18 February 2016

News Story: Few Choices For US As China Militarizes South Pacific

Chinese HQ-9 launcher (Image: Wiki Commons)
By SYDNEY J. FREEDBERG JR.

WASHINGTON: Leading Republicans hastened today to denounce China’s deployment of anti-aircraft missiles to the South China Sea. But what can the US actually do about it? The arrival of the sophisticated HQ-9 missiles in the Paracel islands — claimed by Vietnam and Taiwan but occupied by China — is just the latest step in Beijing’s steady extension of military power into the Pacific, and it won’t be the last.

While America reacts, struggling to figure out each move, China is pursuing a long-term strategy. The Chinese have claimed the whole South China Sea, based on the notorious Nine Dash Line drawn on the map by the Chiang Kai-Shek government they ousted in 1949. Now they’re gradually filling in that area with actual capability to control it — and they’d be doing so regardless of what the US was doing.

Yes, the Paracels are where a US Navy destroyer conducted a Freedom Of Navigation Operation (FONOPS) last month challenging Chinese territorial claims. But was that operation the cause of the Chinese deployment or just a pretext for it? Two leading experts from different parts of the political spectrum both told me: pretext.

“The Chinese are pointing to the US operations — the FONOPS and our increased exercises in the region — and trying to pin blame on the United States. It’s a convenient justification,” said Bonnie Glaser of the militantly centrist Center for Security & International Studies. “This is really part of a plan that the Chinese have to put in place capabilities that will enable them to exert greater control over airspace and sea-space.”

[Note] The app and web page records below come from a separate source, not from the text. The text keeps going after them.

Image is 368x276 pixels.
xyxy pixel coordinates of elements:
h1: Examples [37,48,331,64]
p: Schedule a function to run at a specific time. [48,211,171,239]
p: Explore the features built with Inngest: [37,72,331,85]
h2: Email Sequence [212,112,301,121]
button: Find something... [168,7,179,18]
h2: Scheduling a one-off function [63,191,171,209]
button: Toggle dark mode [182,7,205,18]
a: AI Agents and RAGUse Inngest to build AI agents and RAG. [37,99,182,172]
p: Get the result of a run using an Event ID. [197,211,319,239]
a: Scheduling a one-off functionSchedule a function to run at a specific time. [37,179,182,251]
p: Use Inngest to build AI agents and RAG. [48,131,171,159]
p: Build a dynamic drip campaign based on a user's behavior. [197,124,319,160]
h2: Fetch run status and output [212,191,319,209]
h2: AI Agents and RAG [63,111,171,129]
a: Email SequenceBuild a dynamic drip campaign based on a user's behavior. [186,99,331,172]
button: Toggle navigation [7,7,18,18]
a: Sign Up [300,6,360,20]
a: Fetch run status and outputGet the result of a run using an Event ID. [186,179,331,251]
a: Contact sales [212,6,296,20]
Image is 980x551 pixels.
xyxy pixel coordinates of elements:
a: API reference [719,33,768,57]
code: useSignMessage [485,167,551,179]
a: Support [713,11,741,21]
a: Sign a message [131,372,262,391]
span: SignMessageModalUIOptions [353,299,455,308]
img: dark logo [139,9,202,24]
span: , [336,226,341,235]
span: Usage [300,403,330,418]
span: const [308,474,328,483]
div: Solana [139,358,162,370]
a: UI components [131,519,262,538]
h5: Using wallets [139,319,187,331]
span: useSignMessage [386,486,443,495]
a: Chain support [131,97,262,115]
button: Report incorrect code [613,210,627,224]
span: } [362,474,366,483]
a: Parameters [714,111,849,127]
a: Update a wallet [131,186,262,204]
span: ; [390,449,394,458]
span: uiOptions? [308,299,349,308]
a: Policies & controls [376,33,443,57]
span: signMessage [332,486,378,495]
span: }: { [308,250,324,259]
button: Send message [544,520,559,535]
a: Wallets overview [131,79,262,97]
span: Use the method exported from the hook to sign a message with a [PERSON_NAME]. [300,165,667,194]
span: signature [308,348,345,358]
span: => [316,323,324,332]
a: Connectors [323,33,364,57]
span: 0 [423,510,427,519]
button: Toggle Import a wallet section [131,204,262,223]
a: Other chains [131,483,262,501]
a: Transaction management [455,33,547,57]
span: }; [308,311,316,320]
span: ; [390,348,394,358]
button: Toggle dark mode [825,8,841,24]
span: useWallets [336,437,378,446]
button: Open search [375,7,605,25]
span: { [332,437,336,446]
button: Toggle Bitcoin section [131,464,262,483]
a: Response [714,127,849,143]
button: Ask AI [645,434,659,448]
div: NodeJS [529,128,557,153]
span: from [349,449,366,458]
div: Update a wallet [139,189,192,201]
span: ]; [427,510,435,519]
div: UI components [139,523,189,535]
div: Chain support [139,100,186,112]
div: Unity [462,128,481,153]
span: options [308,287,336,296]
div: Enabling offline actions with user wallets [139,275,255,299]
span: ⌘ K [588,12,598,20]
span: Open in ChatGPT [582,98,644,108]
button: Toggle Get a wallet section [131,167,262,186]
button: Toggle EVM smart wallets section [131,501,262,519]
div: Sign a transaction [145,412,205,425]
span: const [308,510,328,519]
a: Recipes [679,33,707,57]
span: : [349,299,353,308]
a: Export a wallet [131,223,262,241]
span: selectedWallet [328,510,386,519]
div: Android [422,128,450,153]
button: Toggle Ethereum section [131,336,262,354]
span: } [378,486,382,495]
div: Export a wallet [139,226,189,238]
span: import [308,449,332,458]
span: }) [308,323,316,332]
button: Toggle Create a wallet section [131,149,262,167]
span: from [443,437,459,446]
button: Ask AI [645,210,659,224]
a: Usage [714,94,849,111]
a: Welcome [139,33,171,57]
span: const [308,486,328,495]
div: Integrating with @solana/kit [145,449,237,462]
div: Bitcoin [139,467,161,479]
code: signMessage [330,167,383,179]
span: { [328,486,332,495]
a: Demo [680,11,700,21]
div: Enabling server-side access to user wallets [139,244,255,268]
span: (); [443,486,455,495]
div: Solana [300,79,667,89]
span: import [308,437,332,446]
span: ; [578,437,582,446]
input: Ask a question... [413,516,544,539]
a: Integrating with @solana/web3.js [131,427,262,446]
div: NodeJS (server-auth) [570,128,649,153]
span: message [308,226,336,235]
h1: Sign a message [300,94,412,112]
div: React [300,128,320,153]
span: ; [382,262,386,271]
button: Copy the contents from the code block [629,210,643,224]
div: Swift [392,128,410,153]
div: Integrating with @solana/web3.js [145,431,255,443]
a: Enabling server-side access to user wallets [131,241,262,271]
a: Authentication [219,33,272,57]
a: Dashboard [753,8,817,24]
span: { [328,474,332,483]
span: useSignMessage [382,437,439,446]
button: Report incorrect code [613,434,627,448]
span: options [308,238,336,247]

External events like American operations, the recent electoral victory of Taiwan’s pro-independence party, and the just-concluded Association of South-East Asian Nations (ASEAN) summit in California may have shaped the timing and tactics of Chinese actions, said Dean Cheng of the conservative Heritage Foundation. But what’s driving the decisions is a long-term strategy to dominate the South China Sea and president Xi Jinping‘s determination to appear a strong champion of Chinese nationalism.